By stripping features away, Mortal Shell improves the Dark Souls formula

(Image credit: Cold Symmetry)

Videogame genres have cross-pollinated in the last decade. It's hard to find a game that doesn't have at least some RPG elements. Spending XP on skills and stats provides a good sense of progression across a 40 hour experience, even if the systems are just designed to let you raise damage to keep up with enemy health pools. It's a neat psychological trick, but I'm truly bored of it.

Mortal Shell is a refreshing example of a game that does just a few things very well, and that's okay. You play as a pale weirdo who has to acquire the bodies of dead soldiers to survive. Each one of these shells has its own moveset and storyline, subtly told through skill descriptions and opaque NPC dialogue. 

You can acquire 'tar' and 'glimpses' from enemies that unlock new skills, but importantly there is no character sheet. Your attack power, constitution level, speed, and stamina levels are all hidden. The result is a game that rewards perseverance as you learn, through trial and error, exactly what your shell can and can't do effectively.

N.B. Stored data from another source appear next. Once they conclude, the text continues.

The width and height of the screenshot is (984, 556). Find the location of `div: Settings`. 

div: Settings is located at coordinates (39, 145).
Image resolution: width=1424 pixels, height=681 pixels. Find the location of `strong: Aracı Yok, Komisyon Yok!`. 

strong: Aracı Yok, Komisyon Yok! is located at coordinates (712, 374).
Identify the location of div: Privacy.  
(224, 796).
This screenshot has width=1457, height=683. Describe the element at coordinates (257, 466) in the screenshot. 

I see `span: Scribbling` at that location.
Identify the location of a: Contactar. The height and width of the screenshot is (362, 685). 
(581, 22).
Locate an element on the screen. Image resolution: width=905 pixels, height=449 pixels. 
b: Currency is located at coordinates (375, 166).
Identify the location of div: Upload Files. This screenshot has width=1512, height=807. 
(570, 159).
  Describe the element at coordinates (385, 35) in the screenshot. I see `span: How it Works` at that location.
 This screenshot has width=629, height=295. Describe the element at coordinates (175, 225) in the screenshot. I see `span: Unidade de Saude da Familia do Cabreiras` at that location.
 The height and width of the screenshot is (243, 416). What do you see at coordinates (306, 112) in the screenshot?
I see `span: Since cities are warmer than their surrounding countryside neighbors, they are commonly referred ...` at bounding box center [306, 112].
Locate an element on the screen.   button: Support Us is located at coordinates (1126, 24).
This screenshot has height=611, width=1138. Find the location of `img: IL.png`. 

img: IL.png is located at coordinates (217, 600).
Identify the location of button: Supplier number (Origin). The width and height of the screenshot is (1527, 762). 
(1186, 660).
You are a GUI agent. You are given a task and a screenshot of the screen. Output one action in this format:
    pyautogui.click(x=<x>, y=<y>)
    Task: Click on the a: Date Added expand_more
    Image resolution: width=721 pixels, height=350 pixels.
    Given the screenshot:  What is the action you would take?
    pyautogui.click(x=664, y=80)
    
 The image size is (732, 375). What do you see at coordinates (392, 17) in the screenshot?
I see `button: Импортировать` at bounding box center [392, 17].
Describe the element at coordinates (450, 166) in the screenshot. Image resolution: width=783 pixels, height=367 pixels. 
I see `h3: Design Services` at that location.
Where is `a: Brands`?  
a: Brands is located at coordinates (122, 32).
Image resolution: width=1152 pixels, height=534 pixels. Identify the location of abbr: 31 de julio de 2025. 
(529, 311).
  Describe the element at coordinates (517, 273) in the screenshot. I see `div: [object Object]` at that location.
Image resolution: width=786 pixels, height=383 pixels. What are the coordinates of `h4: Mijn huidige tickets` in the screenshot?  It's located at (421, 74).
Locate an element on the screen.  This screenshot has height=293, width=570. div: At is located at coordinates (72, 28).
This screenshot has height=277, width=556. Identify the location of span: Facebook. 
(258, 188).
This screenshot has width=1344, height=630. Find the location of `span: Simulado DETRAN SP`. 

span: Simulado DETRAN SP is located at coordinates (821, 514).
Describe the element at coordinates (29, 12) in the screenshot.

That ought to be frustrating, but I love it. Remarkably, Mortal Shell has fewer plot cues than Dark Souls—a game that takes several playthroughs to decode. As a consequence Mortal Shell's world is a strange, enigmatic, and rewarding place to explore, even though the Shell movesets will be so familiar to Soulslike players. It's a staid, predictable action game, but the combat feels great nonetheless. There are moments of jank, like the repetitive roars of the first boss, Grisha, but generally Mortal Shell is a smart extension of the Soulslike genre with a few new ideas of its own. 

The Souls games are remarkable for many reasons, but one of the undersung traits of the series is the way it treats death. For Souls players the "YOU DIED" screen will be etched into memory forever, but you always get a second chance. If you find your corpse you get all of your souls back. It's a brilliant rule that softens the impact of failure in a series that has become famous for its difficulty.

(Image credit: Cold Symmetry)

Mortal Shell builds on this by giving you several chances. You can recover your lost tar by finding a glittering red item where you died last, but in addition your first death in a run doesn't kill you. Instead it knocks your pallid, weak self out of your shell. You can keep on fighting in this state, but one hit will kill you. What follows is a very cagey fight where you're trying to dodge enemies and get back to your calcified shell so you can return to full power. Genius.

I'm surprised by the game because I don't want anything more than it's providing. I don't miss interactive conversations, long cutscenes, levelling screens, or gear screens. All that stuff feels like pointless padding now. The Mortal Shell devs have streamlined the Dark Souls formula magnificently, and it's going to be one of my favourite games of the year.

Tom Senior

Part of the UK team, Tom was with PC Gamer at the very beginning of the website's launch—first as a news writer, and then as online editor until his departure in 2020. His specialties are strategy games, action RPGs, hack ‘n slash games, digital card games… basically anything that he can fit on a hard drive. His final boss form is Deckard Cain.